Though it’s possible that Ishmael was buried informally someplace near the party’s path, the preferred option would have been a formal burial ground, with the Jawf valley featuring a series of turret tomb necropolises, which appear to have been used by itinerant travelers burying their dead along the caravan route. Funerary stelae of the travelers’ faces have been found along that route, including one with an Arabic version of the name Ishmael. 1 Nephi 16:33-39 contains some additional clues to help identify this path, including having to “tarry for the space of a time” (which would have required resources such as those available in the fertile Jawf) and the daughters of Ishmael lamenting having suffered in the wilderness. Depending on how this passage is interpreted, this period of suffering could allude further back to the camp of the broken bow, or to their time in Nahom itself (perhaps as they waited to grow crops), but if it refers to the period immediately preceding Nahom, it would aptly describe travel through the arid region just north of the Jawf. Either way, the text is consistent with the geography of the area.

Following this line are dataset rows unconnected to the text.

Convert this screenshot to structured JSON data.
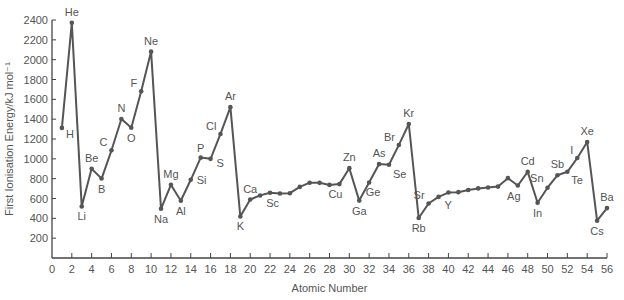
{
  "chart_data": {
    "type": "line",
    "title": "",
    "xlabel": "Atomic Number",
    "ylabel": "First Ionisation Energy/kJ mol⁻¹",
    "xlim": [
      0,
      56
    ],
    "ylim": [
      0,
      2400
    ],
    "xticks": [
      0,
      2,
      4,
      6,
      8,
      10,
      12,
      14,
      16,
      18,
      20,
      22,
      24,
      26,
      28,
      30,
      32,
      34,
      36,
      38,
      40,
      42,
      44,
      46,
      48,
      50,
      52,
      54,
      56
    ],
    "yticks": [
      200,
      400,
      600,
      800,
      1000,
      1200,
      1400,
      1600,
      1800,
      2000,
      2200,
      2400
    ],
    "grid": false,
    "line_color": "#555555",
    "points": [
      {
        "z": 1,
        "e": 1312,
        "label": "H"
      },
      {
        "z": 2,
        "e": 2372,
        "label": "He"
      },
      {
        "z": 3,
        "e": 520,
        "label": "Li"
      },
      {
        "z": 4,
        "e": 899,
        "label": "Be"
      },
      {
        "z": 5,
        "e": 801,
        "label": "B"
      },
      {
        "z": 6,
        "e": 1086,
        "label": "C"
      },
      {
        "z": 7,
        "e": 1402,
        "label": "N"
      },
      {
        "z": 8,
        "e": 1314,
        "label": "O"
      },
      {
        "z": 9,
        "e": 1681,
        "label": "F"
      },
      {
        "z": 10,
        "e": 2081,
        "label": "Ne"
      },
      {
        "z": 11,
        "e": 496,
        "label": "Na"
      },
      {
        "z": 12,
        "e": 738,
        "label": "Mg"
      },
      {
        "z": 13,
        "e": 578,
        "label": "Al"
      },
      {
        "z": 14,
        "e": 789,
        "label": "Si"
      },
      {
        "z": 15,
        "e": 1012,
        "label": "P"
      },
      {
        "z": 16,
        "e": 1000,
        "label": "S"
      },
      {
        "z": 17,
        "e": 1251,
        "label": "Cl"
      },
      {
        "z": 18,
        "e": 1521,
        "label": "Ar"
      },
      {
        "z": 19,
        "e": 419,
        "label": "K"
      },
      {
        "z": 20,
        "e": 590,
        "label": "Ca"
      },
      {
        "z": 21,
        "e": 631,
        "label": "Sc"
      },
      {
        "z": 22,
        "e": 658,
        "label": ""
      },
      {
        "z": 23,
        "e": 650,
        "label": ""
      },
      {
        "z": 24,
        "e": 653,
        "label": ""
      },
      {
        "z": 25,
        "e": 717,
        "label": ""
      },
      {
        "z": 26,
        "e": 759,
        "label": ""
      },
      {
        "z": 27,
        "e": 758,
        "label": ""
      },
      {
        "z": 28,
        "e": 737,
        "label": ""
      },
      {
        "z": 29,
        "e": 745,
        "label": "Cu"
      },
      {
        "z": 30,
        "e": 906,
        "label": "Zn"
      },
      {
        "z": 31,
        "e": 579,
        "label": "Ga"
      },
      {
        "z": 32,
        "e": 762,
        "label": "Ge"
      },
      {
        "z": 33,
        "e": 947,
        "label": "As"
      },
      {
        "z": 34,
        "e": 941,
        "label": "Se"
      },
      {
        "z": 35,
        "e": 1140,
        "label": "Br"
      },
      {
        "z": 36,
        "e": 1351,
        "label": "Kr"
      },
      {
        "z": 37,
        "e": 403,
        "label": "Rb"
      },
      {
        "z": 38,
        "e": 550,
        "label": "Sr"
      },
      {
        "z": 39,
        "e": 616,
        "label": "Y"
      },
      {
        "z": 40,
        "e": 660,
        "label": ""
      },
      {
        "z": 41,
        "e": 664,
        "label": ""
      },
      {
        "z": 42,
        "e": 685,
        "label": ""
      },
      {
        "z": 43,
        "e": 702,
        "label": ""
      },
      {
        "z": 44,
        "e": 711,
        "label": ""
      },
      {
        "z": 45,
        "e": 720,
        "label": ""
      },
      {
        "z": 46,
        "e": 805,
        "label": ""
      },
      {
        "z": 47,
        "e": 731,
        "label": "Ag"
      },
      {
        "z": 48,
        "e": 868,
        "label": "Cd"
      },
      {
        "z": 49,
        "e": 558,
        "label": "In"
      },
      {
        "z": 50,
        "e": 709,
        "label": "Sn"
      },
      {
        "z": 51,
        "e": 834,
        "label": "Sb"
      },
      {
        "z": 52,
        "e": 869,
        "label": "Te"
      },
      {
        "z": 53,
        "e": 1008,
        "label": "I"
      },
      {
        "z": 54,
        "e": 1170,
        "label": "Xe"
      },
      {
        "z": 55,
        "e": 376,
        "label": "Cs"
      },
      {
        "z": 56,
        "e": 503,
        "label": "Ba"
      }
    ]
  }
}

Rappleye compares these details with the known extent of the tribal area of Nihm, looking first at the modern administrative area’s boundaries (somewhat south of the Jawf and the turn eastward). The tribes’ territory extends somewhat beyond those boundaries, and covered a much larger area historically, including in the early Islamic period and as indicated by pre-Islamic inscriptions. This includes the area north of the Jawf that encompasses the various options for the eastward turn. Rappleye recounts four such scenarios, each with various strengths and weaknesses:

  1. Lehi encamping along Wadi Nihm after getting lost in the confusing arid trails north of Wadi Jawf.
  2. Ishmael being buried in a necropolis north of the village of Milh from which they would turn “nearly eastward” to rejoin the main trail.
  3. Camping at Wadi Jawf itself with Ishmael being taken to remote burial areas further along the trail (which the Wadi lacked).
  4. Setting up an encampment at the Khabb Oasis, which features a trail running “nearly eastward” toward the proposed Bountiful sites in the Dhofar region.

As Rappleye concludes:

“The earliest documented Nihm borders correspond nearly exactly to the region wherein Nahom must be located, and scholarly commentary on the inscriptional evidence tends to place them somewhere within that region in antiquity. In short, there proves to be a strong convergence between eastward travel, burial of the dead, and the location of Nihm — a convergence that fits well with Nephi’s report of the burial of Ishmael at a place called Nahom, followed by a turn “nearly eastward” for the duration of their journey to Bountiful. Such a robust convergence deserves to be taken seriously.”

 

The Reflection

Rappleye usefully recounts all the relevant details regarding Nahom (though I wouldn’t have minded one more map outlining the paths of his proposed scenarios), but what makes it even more interesting to me is that I now have to revise my estimate of the strength of Nahom-related evidence. A couple years ago, I’d estimated that the odds of Joseph picking a place name that matched a similar name in the area of the eastward turn was about 1 in 100. But I’d done so using all the place names in a range of about 120 miles north to south (without much justification beyond eyeballing an old map). Using Rappleye’s estimate of 60 miles would cut that probability about in half—to something close to 1 in 200. Restricting that range east to west would cut that probability even further, though I’m not sure Nephi’s silence regarding the Red Sea and the implied use of the Frankincense Trail would’ve been much of an impediment to scholars had the name matched a place further west. Either way, it’s a useful example of how updated scholarship can (or should) lead us to change how we weigh certain pieces of evidence. And in the case of Nahom, the strength of that convergence suggests that evidence should not be ignored, even if chance ultimately had a realistic probability (it feels weird saying that a 1 in 200 chance is realistic, but that’s only in comparison with other classes of Book of Mormon evidence) of producing the connection we see.